From Beirut to Paris…
The terror campaign in Paris has shocked the world, while the previous day's ISIS attacks on a Shi'ite district of Beirut were mere background noise for the world media.
The terror campaign in Paris has shocked the world, while the previous day's ISIS attacks on a Shi'ite district of Beirut were mere background noise for the world media.
Libya's oil output dropped to a record low after the government in the east sent troops to shut down an export terminal controlled by the rival regime in the west.
The Syrian regime says Russian air-strikes hit "ISIS dens"—but a look at the map indicates the strikes were nowhere near ISIS territory, and targetted rebel forces hostile to ISIS.
Crimean Tartars, blockading the Ukrainian border in protest of Russia's annexation of their homeland, are said to be collaborating with Ukraine's neo-fascist Right Sector.
The poorly named Fairness & Accuracy in Reporting (sic) continues to propagate the bogus conspiracy theory of a CIA effort to overthrow the Bashar Assad dictatorship.
9-11 still provides an occasion for jingoism and war propaganda. But the day's commodification and transformation into an empty spectacle is now even more disturbing.
Vietnam's paramount leader Nguyen Phu Trong meets with Obama at the White House, as the US and China play a dangerous game of chicken over disputed islands.
Iranian artist Atena Farghadani was sentenced to 12 years for a cartoon that satirized parliamentarians who voted for a law that restricts women's access to contraception.
Syrian rebels are turning down Washington's offer of training to fight ISIS, because the State Department is imposing the stipulation that it not be used to fight Assad.
Under the hashtag #JeSuisCharlie, an attack on free speech is being used to justify further attacks on free speech… in the paradoxical name of protecting free speech.
The dueling hashtags #JeSuisCharlie (I am Charlie) and #JeSuisMusulman (I am Muslim) reveal a pathological dichotomy: we can defend free speech and oppose Islamophobia.
The Simon Wiesenthal Center says Alois Brunner, the world's most-wanted Nazi fugitive, died a free man in Syria, where he trained interrogators for sucessive regimes.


-- ACTION ITEM --
Lines containing the word "duas" in the data below: say how many, with no other text.

-- AVAILABLE DATA --
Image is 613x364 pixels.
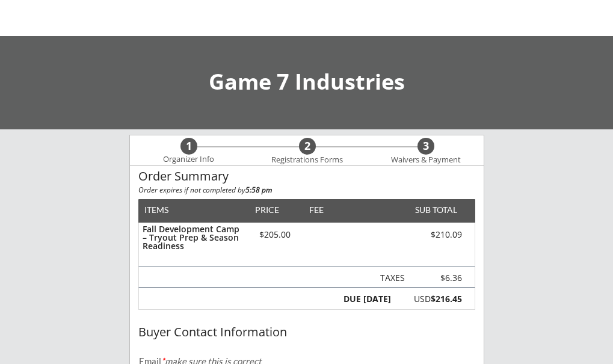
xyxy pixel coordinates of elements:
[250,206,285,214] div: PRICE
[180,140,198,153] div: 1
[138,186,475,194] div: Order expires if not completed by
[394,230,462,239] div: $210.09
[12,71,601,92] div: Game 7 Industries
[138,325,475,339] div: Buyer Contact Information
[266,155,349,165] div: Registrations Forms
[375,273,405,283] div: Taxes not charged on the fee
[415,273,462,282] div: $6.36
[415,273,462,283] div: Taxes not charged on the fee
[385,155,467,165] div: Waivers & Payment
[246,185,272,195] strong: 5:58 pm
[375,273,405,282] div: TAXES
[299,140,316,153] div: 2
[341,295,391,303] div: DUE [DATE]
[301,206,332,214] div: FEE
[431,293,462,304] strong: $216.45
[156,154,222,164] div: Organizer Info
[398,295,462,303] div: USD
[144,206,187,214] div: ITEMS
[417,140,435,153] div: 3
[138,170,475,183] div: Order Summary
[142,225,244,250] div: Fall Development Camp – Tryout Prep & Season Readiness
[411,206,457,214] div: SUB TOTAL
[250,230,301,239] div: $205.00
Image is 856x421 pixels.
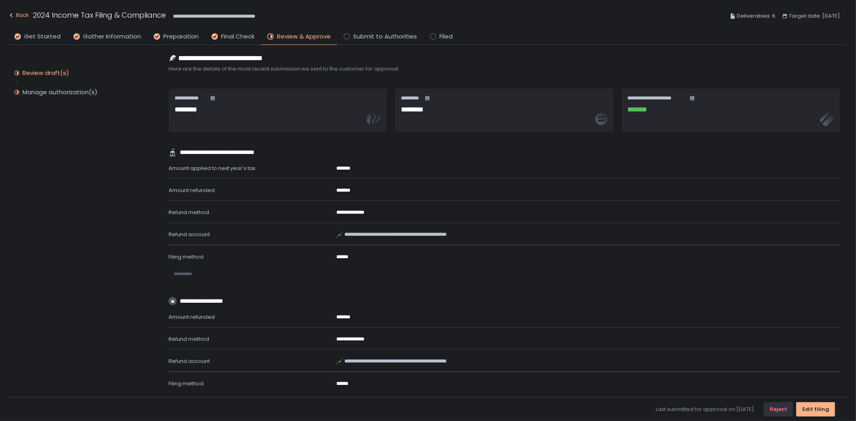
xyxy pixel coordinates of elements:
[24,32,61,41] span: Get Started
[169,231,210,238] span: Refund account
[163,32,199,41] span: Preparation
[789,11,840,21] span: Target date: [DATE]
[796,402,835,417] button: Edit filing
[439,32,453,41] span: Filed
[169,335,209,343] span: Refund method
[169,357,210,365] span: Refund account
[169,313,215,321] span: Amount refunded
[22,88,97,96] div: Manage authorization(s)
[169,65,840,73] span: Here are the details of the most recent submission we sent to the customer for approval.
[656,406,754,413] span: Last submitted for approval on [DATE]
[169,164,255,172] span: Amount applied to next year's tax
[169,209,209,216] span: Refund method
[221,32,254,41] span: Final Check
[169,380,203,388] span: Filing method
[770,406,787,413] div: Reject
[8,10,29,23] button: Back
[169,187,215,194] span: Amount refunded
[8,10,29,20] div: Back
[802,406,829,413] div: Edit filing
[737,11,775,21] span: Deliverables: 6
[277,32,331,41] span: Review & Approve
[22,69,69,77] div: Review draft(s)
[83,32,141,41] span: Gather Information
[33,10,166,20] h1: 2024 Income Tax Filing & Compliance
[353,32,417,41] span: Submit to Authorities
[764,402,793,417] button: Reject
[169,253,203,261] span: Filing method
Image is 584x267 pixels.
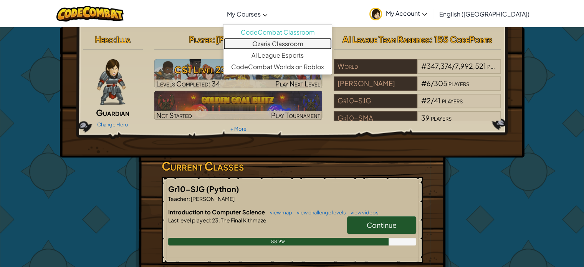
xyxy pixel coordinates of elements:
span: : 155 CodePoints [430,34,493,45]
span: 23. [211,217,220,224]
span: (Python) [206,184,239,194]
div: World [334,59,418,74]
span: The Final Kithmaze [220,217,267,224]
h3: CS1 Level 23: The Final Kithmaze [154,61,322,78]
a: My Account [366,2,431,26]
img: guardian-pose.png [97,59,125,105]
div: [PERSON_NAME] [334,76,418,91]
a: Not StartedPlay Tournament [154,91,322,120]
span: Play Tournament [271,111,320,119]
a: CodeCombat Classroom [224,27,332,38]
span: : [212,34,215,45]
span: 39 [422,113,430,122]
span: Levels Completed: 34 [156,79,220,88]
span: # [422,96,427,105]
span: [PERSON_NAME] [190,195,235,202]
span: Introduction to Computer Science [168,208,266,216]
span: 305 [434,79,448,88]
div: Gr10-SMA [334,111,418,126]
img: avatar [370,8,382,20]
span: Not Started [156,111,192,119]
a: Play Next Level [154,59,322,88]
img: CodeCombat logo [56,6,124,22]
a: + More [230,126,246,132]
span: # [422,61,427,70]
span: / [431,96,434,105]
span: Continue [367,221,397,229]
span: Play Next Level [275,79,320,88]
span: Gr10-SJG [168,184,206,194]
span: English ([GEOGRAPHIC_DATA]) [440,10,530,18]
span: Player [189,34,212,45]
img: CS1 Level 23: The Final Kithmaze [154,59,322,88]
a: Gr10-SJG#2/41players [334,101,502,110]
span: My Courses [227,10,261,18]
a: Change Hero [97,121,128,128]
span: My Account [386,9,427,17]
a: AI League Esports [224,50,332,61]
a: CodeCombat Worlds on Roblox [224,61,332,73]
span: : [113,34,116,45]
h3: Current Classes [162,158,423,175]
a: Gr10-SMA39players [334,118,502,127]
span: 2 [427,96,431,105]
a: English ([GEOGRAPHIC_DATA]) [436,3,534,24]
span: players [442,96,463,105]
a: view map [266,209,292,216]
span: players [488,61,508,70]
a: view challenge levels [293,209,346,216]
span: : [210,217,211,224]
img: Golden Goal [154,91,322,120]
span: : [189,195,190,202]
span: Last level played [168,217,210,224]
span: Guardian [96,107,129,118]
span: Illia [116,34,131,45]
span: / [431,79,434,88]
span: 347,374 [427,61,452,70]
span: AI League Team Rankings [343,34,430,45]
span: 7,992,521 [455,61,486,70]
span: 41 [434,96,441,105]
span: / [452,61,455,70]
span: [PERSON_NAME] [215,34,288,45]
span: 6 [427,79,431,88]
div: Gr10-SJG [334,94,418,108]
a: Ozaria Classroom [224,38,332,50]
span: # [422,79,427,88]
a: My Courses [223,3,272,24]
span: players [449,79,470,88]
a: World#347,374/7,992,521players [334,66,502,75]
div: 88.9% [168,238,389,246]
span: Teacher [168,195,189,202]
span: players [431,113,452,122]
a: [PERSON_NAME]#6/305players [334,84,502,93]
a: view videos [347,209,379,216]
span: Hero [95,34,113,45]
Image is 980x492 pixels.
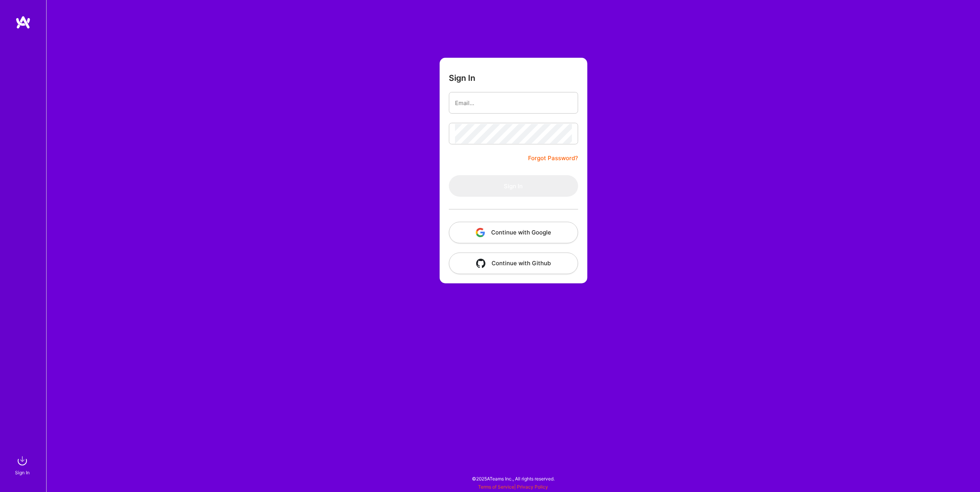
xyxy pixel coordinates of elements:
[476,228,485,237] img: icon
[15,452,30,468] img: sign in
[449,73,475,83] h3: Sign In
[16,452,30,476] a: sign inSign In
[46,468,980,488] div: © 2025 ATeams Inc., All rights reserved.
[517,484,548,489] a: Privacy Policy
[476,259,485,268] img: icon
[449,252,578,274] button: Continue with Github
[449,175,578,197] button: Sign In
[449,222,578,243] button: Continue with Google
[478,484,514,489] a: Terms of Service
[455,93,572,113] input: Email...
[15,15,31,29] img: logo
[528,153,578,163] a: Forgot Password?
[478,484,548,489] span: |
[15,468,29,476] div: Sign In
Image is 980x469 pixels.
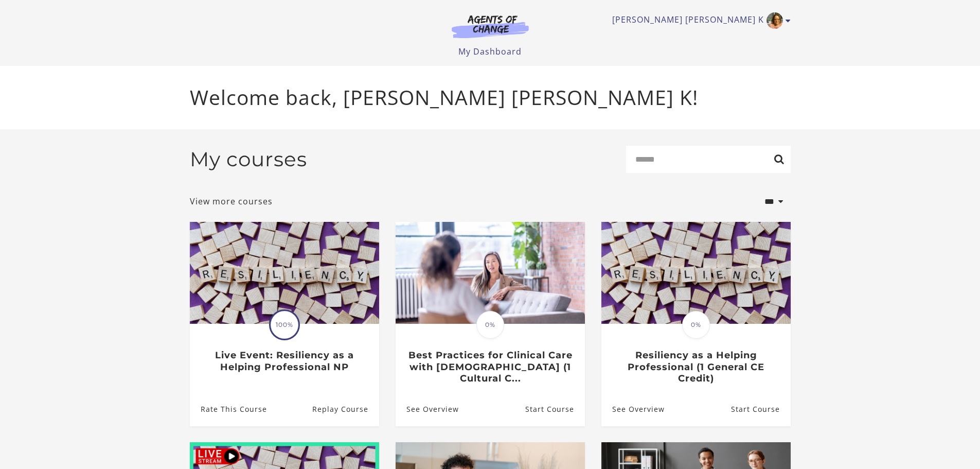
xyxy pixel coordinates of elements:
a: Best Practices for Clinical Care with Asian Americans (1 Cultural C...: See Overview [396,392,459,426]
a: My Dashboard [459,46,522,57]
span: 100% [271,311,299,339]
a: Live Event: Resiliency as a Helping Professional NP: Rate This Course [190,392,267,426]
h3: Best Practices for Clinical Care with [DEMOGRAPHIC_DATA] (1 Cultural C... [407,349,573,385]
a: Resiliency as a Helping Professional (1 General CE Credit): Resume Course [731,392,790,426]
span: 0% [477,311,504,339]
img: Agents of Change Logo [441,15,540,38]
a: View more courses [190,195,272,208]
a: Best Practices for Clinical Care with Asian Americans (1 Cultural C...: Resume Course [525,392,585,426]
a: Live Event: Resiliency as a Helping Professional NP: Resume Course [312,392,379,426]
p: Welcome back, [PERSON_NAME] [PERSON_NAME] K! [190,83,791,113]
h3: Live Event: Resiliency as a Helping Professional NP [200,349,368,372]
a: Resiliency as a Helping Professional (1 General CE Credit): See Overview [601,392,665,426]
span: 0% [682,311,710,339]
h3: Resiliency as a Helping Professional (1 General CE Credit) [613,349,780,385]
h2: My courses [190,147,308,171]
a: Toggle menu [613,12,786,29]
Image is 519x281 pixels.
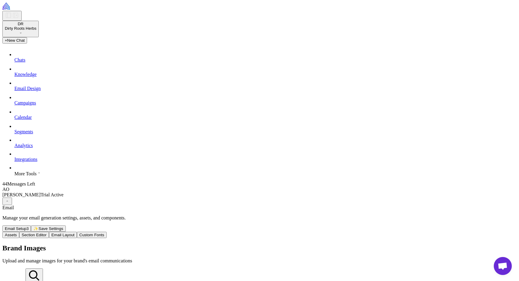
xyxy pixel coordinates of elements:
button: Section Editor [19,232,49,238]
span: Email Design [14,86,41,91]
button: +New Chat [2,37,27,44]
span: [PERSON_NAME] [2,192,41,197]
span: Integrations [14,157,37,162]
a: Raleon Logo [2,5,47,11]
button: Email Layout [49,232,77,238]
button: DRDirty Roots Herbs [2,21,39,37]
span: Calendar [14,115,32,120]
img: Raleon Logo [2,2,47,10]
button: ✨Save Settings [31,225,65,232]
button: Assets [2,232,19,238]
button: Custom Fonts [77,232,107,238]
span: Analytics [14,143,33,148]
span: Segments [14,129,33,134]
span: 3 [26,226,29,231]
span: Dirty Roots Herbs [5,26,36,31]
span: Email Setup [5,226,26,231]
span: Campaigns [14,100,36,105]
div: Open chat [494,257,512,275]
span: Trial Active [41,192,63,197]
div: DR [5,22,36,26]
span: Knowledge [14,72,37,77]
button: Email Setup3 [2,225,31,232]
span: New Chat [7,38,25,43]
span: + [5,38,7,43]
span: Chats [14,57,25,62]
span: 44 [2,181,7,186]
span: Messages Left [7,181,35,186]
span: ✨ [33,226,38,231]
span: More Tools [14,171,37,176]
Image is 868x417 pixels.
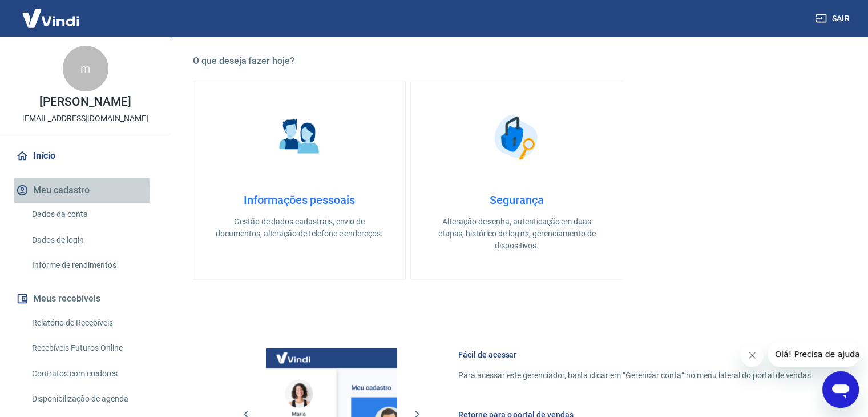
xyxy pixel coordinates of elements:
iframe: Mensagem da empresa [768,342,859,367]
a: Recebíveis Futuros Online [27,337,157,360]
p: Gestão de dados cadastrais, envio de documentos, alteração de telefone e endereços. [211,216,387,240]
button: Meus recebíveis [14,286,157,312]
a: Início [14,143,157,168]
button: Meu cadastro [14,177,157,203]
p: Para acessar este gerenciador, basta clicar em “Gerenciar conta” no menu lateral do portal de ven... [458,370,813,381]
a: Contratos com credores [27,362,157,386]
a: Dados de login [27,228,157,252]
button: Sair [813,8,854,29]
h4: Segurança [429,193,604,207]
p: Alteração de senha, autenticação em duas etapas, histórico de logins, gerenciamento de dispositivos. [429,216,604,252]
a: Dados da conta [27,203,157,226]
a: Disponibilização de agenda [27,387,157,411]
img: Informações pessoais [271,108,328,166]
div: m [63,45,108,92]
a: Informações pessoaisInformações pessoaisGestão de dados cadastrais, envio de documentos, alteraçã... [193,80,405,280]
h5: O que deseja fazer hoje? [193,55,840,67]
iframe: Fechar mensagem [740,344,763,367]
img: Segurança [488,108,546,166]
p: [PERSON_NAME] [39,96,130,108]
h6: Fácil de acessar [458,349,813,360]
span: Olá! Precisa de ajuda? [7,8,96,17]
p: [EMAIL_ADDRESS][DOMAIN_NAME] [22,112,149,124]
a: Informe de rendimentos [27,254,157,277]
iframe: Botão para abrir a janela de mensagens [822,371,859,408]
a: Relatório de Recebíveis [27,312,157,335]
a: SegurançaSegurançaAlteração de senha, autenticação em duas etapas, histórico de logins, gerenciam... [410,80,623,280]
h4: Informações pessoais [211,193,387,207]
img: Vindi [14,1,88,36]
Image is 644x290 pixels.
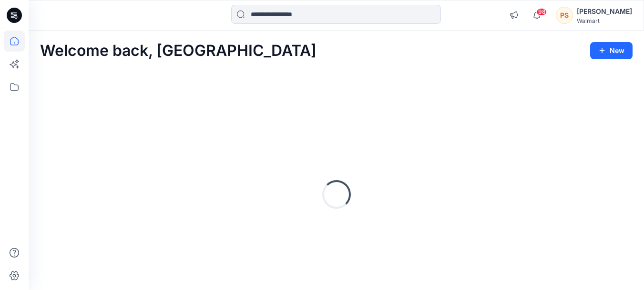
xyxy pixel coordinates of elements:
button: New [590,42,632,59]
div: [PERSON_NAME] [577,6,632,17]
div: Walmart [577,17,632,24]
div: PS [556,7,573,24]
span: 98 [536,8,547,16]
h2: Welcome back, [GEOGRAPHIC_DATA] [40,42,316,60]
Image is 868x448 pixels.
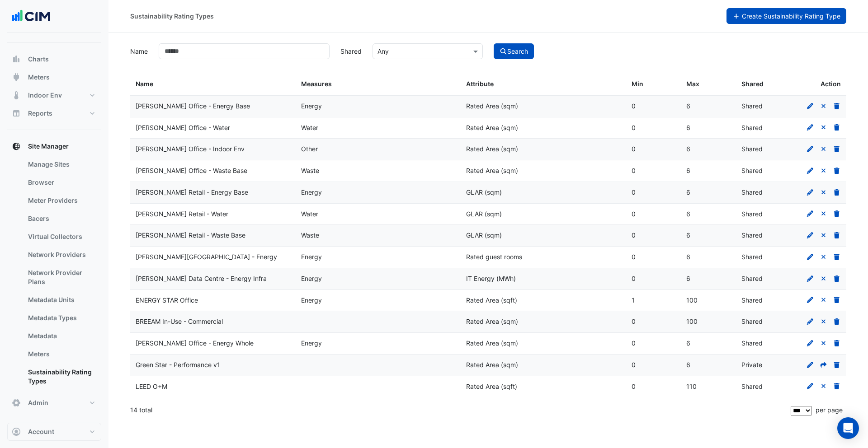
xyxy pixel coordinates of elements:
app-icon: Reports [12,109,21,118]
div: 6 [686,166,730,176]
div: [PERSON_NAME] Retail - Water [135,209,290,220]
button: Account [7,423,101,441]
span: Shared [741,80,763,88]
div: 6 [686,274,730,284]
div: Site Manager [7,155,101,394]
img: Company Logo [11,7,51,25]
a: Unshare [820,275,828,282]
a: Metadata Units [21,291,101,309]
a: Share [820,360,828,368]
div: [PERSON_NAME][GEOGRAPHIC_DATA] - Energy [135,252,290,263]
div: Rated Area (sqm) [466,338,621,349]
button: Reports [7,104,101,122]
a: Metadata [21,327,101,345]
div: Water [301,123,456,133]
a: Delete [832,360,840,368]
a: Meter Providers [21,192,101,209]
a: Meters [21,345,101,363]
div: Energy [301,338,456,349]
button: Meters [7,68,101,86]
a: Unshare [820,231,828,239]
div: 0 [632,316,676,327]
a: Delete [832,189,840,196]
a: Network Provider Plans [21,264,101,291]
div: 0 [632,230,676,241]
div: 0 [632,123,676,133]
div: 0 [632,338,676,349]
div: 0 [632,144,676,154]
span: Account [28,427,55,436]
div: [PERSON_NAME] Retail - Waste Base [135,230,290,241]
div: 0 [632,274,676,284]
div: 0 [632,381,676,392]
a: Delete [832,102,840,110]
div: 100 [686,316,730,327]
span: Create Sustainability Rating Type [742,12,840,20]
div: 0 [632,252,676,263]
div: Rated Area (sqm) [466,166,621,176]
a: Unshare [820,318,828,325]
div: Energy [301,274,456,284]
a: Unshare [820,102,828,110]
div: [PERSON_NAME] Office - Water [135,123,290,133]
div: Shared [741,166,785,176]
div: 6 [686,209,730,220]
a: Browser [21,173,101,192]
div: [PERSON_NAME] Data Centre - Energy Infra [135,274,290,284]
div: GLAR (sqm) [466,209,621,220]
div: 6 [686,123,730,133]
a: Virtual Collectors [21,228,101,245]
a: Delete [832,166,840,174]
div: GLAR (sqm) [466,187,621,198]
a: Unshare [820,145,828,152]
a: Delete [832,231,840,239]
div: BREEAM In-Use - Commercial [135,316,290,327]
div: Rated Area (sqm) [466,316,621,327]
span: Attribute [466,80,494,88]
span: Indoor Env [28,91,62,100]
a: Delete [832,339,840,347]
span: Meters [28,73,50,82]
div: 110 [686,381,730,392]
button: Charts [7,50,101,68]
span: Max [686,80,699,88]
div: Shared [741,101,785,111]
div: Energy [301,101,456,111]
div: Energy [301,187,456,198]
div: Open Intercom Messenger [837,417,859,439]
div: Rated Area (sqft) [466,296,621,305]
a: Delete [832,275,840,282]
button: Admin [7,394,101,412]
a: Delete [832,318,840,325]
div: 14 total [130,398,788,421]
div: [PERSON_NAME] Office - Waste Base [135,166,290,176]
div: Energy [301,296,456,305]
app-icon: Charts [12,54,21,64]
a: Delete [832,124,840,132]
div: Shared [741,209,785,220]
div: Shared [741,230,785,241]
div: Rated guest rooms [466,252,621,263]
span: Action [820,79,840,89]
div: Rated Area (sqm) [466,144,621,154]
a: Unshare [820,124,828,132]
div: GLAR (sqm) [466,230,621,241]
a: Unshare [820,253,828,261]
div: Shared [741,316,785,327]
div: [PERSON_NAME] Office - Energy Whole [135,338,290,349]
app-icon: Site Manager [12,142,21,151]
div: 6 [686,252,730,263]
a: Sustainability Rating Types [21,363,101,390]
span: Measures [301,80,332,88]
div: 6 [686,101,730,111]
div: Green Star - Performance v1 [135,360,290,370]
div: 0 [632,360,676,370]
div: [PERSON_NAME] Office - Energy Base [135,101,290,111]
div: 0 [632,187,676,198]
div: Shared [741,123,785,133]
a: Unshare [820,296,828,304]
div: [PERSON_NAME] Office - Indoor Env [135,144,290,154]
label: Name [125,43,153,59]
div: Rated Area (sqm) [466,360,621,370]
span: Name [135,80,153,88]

-- TASK RESPONSE --
2